The image created by DALL-E at the request of Chat-GPT: “A photorealistic image of a large automated warehouse, captured as if taken with a high-quality DSLR camera. The warehouse features autonomous robots resembling rolling shelves with forklift-style arms, actively picking, lifting, and transporting goods. Real humans in high-visibility vests are working in the warehouse, supervising the robots. The environment is brightly lit, clean, and highly organized, showcasing sharp details and realism.”
Reinforcement Learning
Lernen mit Struktur
Deep reinforcement learning (RL) – this branch of machine learning deals with AI systems that learn to make sequential decisions by interacting with the world. RL has already achieved remarkable success in some areas: from complex strategies in games such as Go, to multiple action sequences in simulated robotics, to fine-tuning large language models. However, its use in the real world remains limited due to challenges such as inefficient use of data, lack of security and limited generalisability. A study by the L3S Research Centre and the University of Texas at Austin shows how embedding problem-specific structural information can fundamentally improve the performance and scalability of RL systems.
Overcoming fundamental challenges
“Some of the biggest challenges for RL stem from the unpredictability of real-world scenarios,” says Aditya Mohan, lead author of the study. RL algorithms often fail in dynamic environments or with noisy reward signals. Traditional RL models typically learn by trial and error to maximise extrinsic rewards. This process is not only data-intensive, but also severely limits the transferability of the models to new tasks. For example, a robot trained in a simulation to pick up a blue cup might fail if the colour of the cup changes.
This limitation is in stark contrast to human learning. In essence, children develop a general understanding of their environment that they can apply to specific tasks. In contrast, RL algorithms are trained to implicitly learn just enough about the world to optimise the extrinsic reward provided by the human designer. To adapt such algorithms to change, specific rewards would have to be defined for individual problem variants.
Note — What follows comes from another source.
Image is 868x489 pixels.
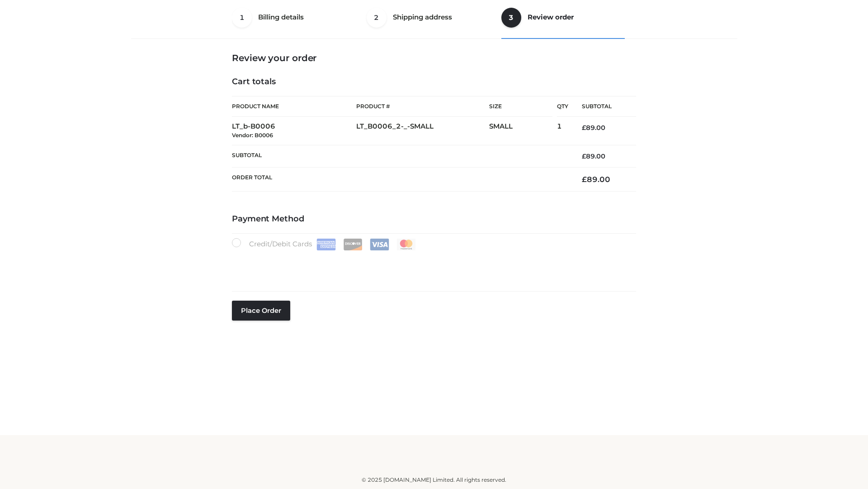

Incorporating structural information
The authors argue for the integration of additional structural information into the models. For example, an RL agent driving a taxi in a city would have to learn the entire road network, traffic behaviour and passenger movements through interaction alone – an almost impossible task. With structural information, such as the separation of traffic and passenger patterns, the learning process can be made more efficient and targeted.
The approach takes advantage of the ability to break down complex problems into manageable sub-components. The authors investigated the extent to which different RL methods assume such decomposability and then developed a framework to categorise these assumptions. The study identifies four basic archetypes for decomposing complex problems in RL models: latent, factorised, relational and modular.
From design choices to design patterns
RL algorithms often differ from the standard RL pipeline only by minor modifications. Algorithms that make structural assumptions do so in a repeatable order. Based on this insight, Mohan and his co-authors present a framework that outlines design patterns for embedding structure in RL algorithms, including abstract states, factorised models, relational architectures, and modular designs. Analysing a wide range of RL work through the lens of design patterns reveals which combinations of patterns have proven effective for particular applications – from generalisation to interpretability. For example, by incorporating relational representations, a robot can efficiently sort parcels in a warehouse because it understands the relationships between objects. Similarly, by using reward models, RL agents can learn efficiently even in environments with few reward signals.
This structured approach not only speeds up data processing but also improves the generalisability of RL agents. The work opens up new areas of research, such as identifying optimal design patterns or combinations thereof for different applications – depending on the desired properties of generalisability, efficiency, security or interpretability. “We hope that our framework will serve as a guide for the further development of RL methods,” says Mohan. “The use of structures could be the key to finally extending RL to the complex real world.”
Aditya Mohan, Amy Zhang, Marius Lindauer: Structure in Deep Reinforcement Learning: A Survey and Open Problems. J. Artif. Intell. Res. 79: 1167-1236 (2024) jair.org/index.php/jair/article/view/15703/27028
Kontakt
Aditya Mohan, M. Sc.
Aditya Mohan is a researcher at the L3S Research Center and the Institute for Information Processing, Department of Automatic Image Interpretation, Leibniz Universität Hannover.